Adriano - that which we call scripting to some extent must exist, until we get to the stage where computer AIs have the depth and awareness and all-round cunning of a human opponent (probably decades or even centuries away). Pending that day, game designers have to boost the AI somehow. Most games do it by awarding the AI bonuses. PES goes one ‘better’ by boosting the AI and diminishing the human. It’s really not on.
For the record, the very good new FIFA gameplay also features this kind of scripting, but it seems to be just the AI that benefits. Often that’s just as bad, with the AI players seeming literally unstoppable at times. But still that’s more acceptable. I’ve never yet felt in next-gen FIFA08 that my players’ skills have been downgraded to allow the computer back into a game. I get that feeling in PES all the time lately.
And yet, how great it feels when, besides massive scripting, you still manage to humiliate the AI.
The sad thing is that we aren’t far away from that type of capable AI at all. Games just haven’t focused on AI, preferring to increase HD graphics in each installment to make the trailers look good. If they spent some money the PS3 is more than capable to have an extremely powerful AI- something far and above what PES would even need.
[...] league table It’s been an interesting few days on PES2008. After yesterday’s extended rant on the evils of PES scripting, I calmed down and refocused myself on maintaining my unbeaten run in the [...]

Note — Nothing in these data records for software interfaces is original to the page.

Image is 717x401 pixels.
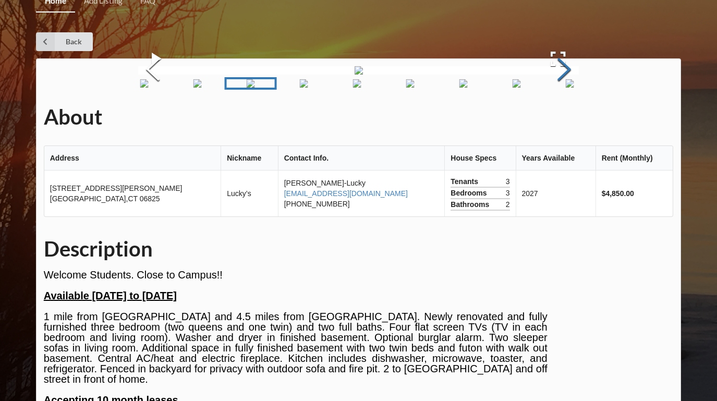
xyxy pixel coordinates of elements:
[221,171,277,216] td: Lucky’s
[44,290,177,301] span: Available [DATE] to [DATE]
[602,189,634,198] b: $4,850.00
[278,146,445,171] th: Contact Info.
[506,188,510,198] span: 3
[331,77,383,90] a: Go to Slide 5
[512,79,521,88] img: 281_jennings%2FIMG_0059.jpg
[44,236,674,262] h1: Description
[516,146,596,171] th: Years Available
[221,146,277,171] th: Nickname
[543,77,596,90] a: Go to Slide 9
[444,146,515,171] th: House Specs
[353,79,361,88] img: 281_jennings%2FIMG_0056.jpg
[516,171,596,216] td: 2027
[284,189,408,198] a: [EMAIL_ADDRESS][DOMAIN_NAME]
[50,195,160,203] span: [GEOGRAPHIC_DATA] , CT 06825
[437,77,489,90] a: Go to Slide 7
[506,176,510,187] span: 3
[171,77,223,90] a: Go to Slide 2
[406,79,414,88] img: 281_jennings%2FIMG_0057.jpg
[277,77,330,90] a: Go to Slide 4
[224,77,276,90] a: Go to Slide 3
[36,32,93,51] a: Back
[50,184,183,192] span: [STREET_ADDRESS][PERSON_NAME]
[451,176,481,187] span: Tenants
[355,66,363,75] img: 281_jennings%2FIMG_0054.jpg
[384,77,436,90] a: Go to Slide 6
[537,44,579,74] button: Open Fullscreen
[44,146,221,171] th: Address
[193,79,201,88] img: 281_jennings%2FIMG_0052.jpg
[506,199,510,210] span: 2
[118,77,559,90] div: Thumbnail Navigation
[118,77,170,90] a: Go to Slide 1
[246,79,255,88] img: 281_jennings%2FIMG_0054.jpg
[596,146,673,171] th: Rent (Monthly)
[490,77,542,90] a: Go to Slide 8
[138,23,167,118] button: Previous Slide
[550,23,579,118] button: Next Slide
[299,79,308,88] img: 281_jennings%2FIMG_0055.jpg
[451,199,492,210] span: Bathrooms
[278,171,445,216] td: [PERSON_NAME]-Lucky [PHONE_NUMBER]
[44,104,674,130] h1: About
[451,188,489,198] span: Bedrooms
[459,79,467,88] img: 281_jennings%2FIMG_0058.jpg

Adriano - it does feel good, but then, perhaps that was in teh script also…? I think God Mode has levels. If it’s turned up to 10, forget it, you ain’t winning this game, or maybe you could win it after ten attempts. Anything less than 10 and there is ‘wiggle room’.
Not Given - I mentioned chess in the post. Over the past decade they’ve finally perfected chess AIs that can consistently beat human grandmasters. I think laziness and complacency has held back AIs in other games, particularly strategy games. Whether the more random-effect games like football could ever get an AI worthy of standing on its own two virtual feet, instead of needing the helping hand from the programmer (i.e., hobbling my players), remains to be seen. I think it’s got to happen in this generation of consoles or it’ll never happen at all.